On Tuesday, energy watchdog group Power the Future filed a freedom of information lawsuit against the Biden administration, alleging that it failed to divulge the taxpayer-funded staff of Special Presidential Envoy for Climate John Kerry.
PTF filed the complaint in the U.S. District Court for the District of Columbia and listed the State Department as the defendant. The lawsuit alleges that the agency, which houses the multimillion-dollar SPEC office, has repeatedly refused to disclose the names and job titles of Kerry’s staff and resisted congressional oversight surrounding Kerry’s office.
“For nearly three years, John Kerry has been jet-setting on the international climate conference circuit while sending taxpayers the bill,” PTF Executive Director Daniel Turner told Fox News Digital in a statement. “Today, we begin the process of teaching John Kerry and Joe Biden that they work for the taxpayers. No one should have to waste resources on litigation, but that is our only option since John Kerry thinks he can keep his office off the books.”
“The American people are on the receiving end of countless green mandates and rules, gas stove bans and skyrocketing utility bills, with no opportunity for consent or input, and many of these decisions are hatched in John Kerry’s office,” he continued. “That is why it is our hope that this litigation will finally bring to light the information we deserve to know: the staff names, the office goals and budgets, the outside partnerships that peddle influence on Joe Biden’s green agenda.”
In January, PTF filed a Freedom of Information Act request with the State Department, asking for an unredacted list of Kerry’s staff, following a Boston Herald report from several weeks prior, saying that it had obtained FOIA documents that showed a list of SPEC office staff positions and salaries but that the names of the individuals in those positions were redacted.
According to the Herald, Kerry’s staff was collectively paid $4.3 million per year, in positions such as “policy analysts” and “senior advisers.” Some officials are paid as much as $186,680 per year, making them some of the highest-paid individuals in the federal government.
In 2022, the State Department budgeted $13.9 million annually for the SPEC office and approved up to 45 personnel in the office.
However, though several officials were able to be identified by Fox News, using the public database Leadership Connect and LinkedIn profiles, the State Department has still refused to share additional information and has been unwilling to explain any of the office’s operations.
Kerry refused to share any names of his staff last year, claiming that isn’t “the required process of the State Department.”
The lawsuit notes that the State Department intends to reveal names and titles of senior officials in the SPEC office in October 2024, asserting that delaying disclosure until then “suggests that the Department intends to selectively withhold this information to prevent public dissemination for the current fiscal year 2024.”
“John Kerry and his secret climate office are not above scrutiny and certainly not above the law,” Turner said Tuesday.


Required action:
Where an entry holds an image, skip the image but reproduce the rest word for word.

[Dataset entries on figures]
***

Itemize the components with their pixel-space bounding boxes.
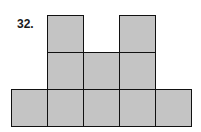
square-r3-c2	[47, 89, 84, 127]
square-r2-c2	[47, 52, 84, 90]
square-r2-c3	[83, 52, 120, 90]
square-r3-c5	[155, 89, 192, 127]
square-r3-c4	[119, 89, 156, 127]
square-r3-c3	[83, 89, 120, 127]
square-r2-c4	[119, 52, 156, 90]
square-r1-c4	[119, 15, 156, 53]
problem-number: 32.	[17, 17, 34, 31]
square-r3-c1	[11, 89, 48, 127]
square-r1-c2	[47, 15, 84, 53]
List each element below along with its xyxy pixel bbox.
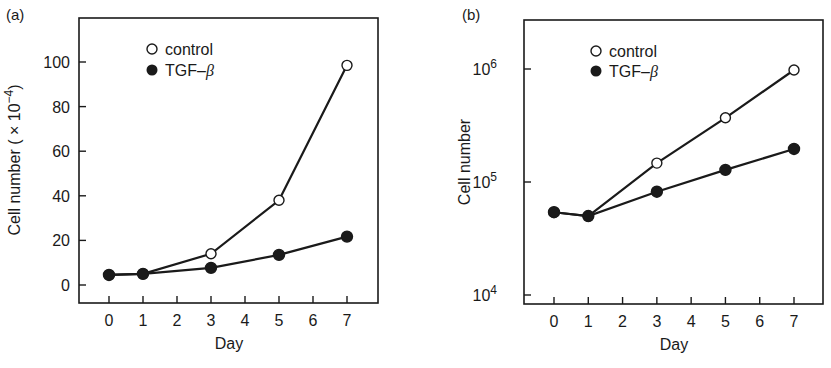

***

Answer to the exercise:
Itemize the components with their pixel-space bounding boxes.
square-r3-c2	[47, 89, 84, 127]
square-r2-c2	[47, 52, 84, 90]
square-r2-c3	[83, 52, 120, 90]
square-r3-c5	[155, 89, 192, 127]
square-r3-c4	[119, 89, 156, 127]
square-r3-c3	[83, 89, 120, 127]
square-r2-c4	[119, 52, 156, 90]
square-r1-c4	[119, 15, 156, 53]
problem-number: 32.	[17, 17, 34, 31]
square-r3-c1	[11, 89, 48, 127]
square-r1-c2	[47, 15, 84, 53]
List each element below along with its xyxy pixel bbox.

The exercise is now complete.